She won an Oscar for the role of Mammy in “Gone with the Wind”.  Years later, the Academy will present it again

She won an Oscar for the role of Mammy in “Gone with the Wind”. Years later, the Academy will present it again

The Academy of Motion Picture Arts and Sciences will once again honor Hattie McDaniel. It will bring back her missing Oscar for Best Supporting Actress. The actress won it in 1940 for “Gone with the Wind”.

On Tuesday, October 1, the “replacement” Oscar will be presented to Howard University’s Chadwick A. Boseman College of Fine Arts during a ceremony titled “Hattie’s Come Home.” McDaniel was the first black actress in history to win an Academy Award. She got it for the role of Scarlett O’Hara’s maid – Mammy. After her historic win, it would be 51 years before another black woman won an Oscar for acting. It was Whoopi Goldberg for “Ghost Believe” in 1991.

“I’d rather play a maid than be one”

It was Clark Gable, playing Rhett Butler, who persuaded the actress to audition for the role of Mammy in “Gone with the Wind.” Later, he forced the set to remove signs regarding racial segregation and threatened to leave the cast. At the Oscars, however, McDaniel had to sit separately, away from the film’s other nominees, in a segregated Cocoanut Grove area of ​​the Ambassador Hotel. Due to the fact that the hotel was “whites only”, it was only after the studio’s intervention that the actress was even invited. She was sitting at a table with an agent and a security guard.

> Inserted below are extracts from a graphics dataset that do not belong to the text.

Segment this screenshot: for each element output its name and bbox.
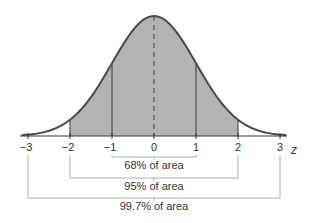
- area-bracket: [112, 155, 196, 157]
- normal-distribution-chart: −3−2−10123 z 68% of area95% of area99.7%…: [0, 0, 312, 223]
- area-brackets: 68% of area95% of area99.7% of area: [28, 155, 280, 212]
- tick-label: −1: [104, 141, 117, 153]
- area-label: 68% of area: [124, 159, 184, 171]
- z-axis-label: z: [290, 143, 297, 157]
- tick-label: −3: [20, 141, 33, 153]
- area-label: 99.7% of area: [120, 200, 189, 212]
- tick-label: −2: [62, 141, 75, 153]
- tick-label: 3: [277, 141, 283, 153]
- tick-label: 0: [151, 141, 157, 153]
- tick-label: 2: [235, 141, 241, 153]
- area-label: 95% of area: [124, 180, 184, 192]
- tick-label: 1: [193, 141, 199, 153]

While accepting the Oscar, McDaniel said her win “made me feel very, very humbled and I will always look at it as a beacon in everything I may do in the future. I sincerely hope that I will always be a credit to my race and the film industry.” “.

She won an Oscar, but it was lost in the 1960s.

After her death in 1952, the award – a plaque, not a statuette, as such was awarded to supporting actors at the turn of the 1930s and 1940s – went to Howard University, as McDaniel had wished. The award was displayed in the university’s theater department until the late 1960s, but the Academy says it is unknown where it is now

Based on the famous novel by Margaret Mitchell, the drama “Gone with the Wind” won eight Oscars, including Best Picture. The plot was set during the Civil War, hence the inevitable presence of racist themes. . McDaniel did not comment on racial issues then or later. “I’d rather play a maid and make $700 a week than be a maid and make seven dollars a week,” the actress once said.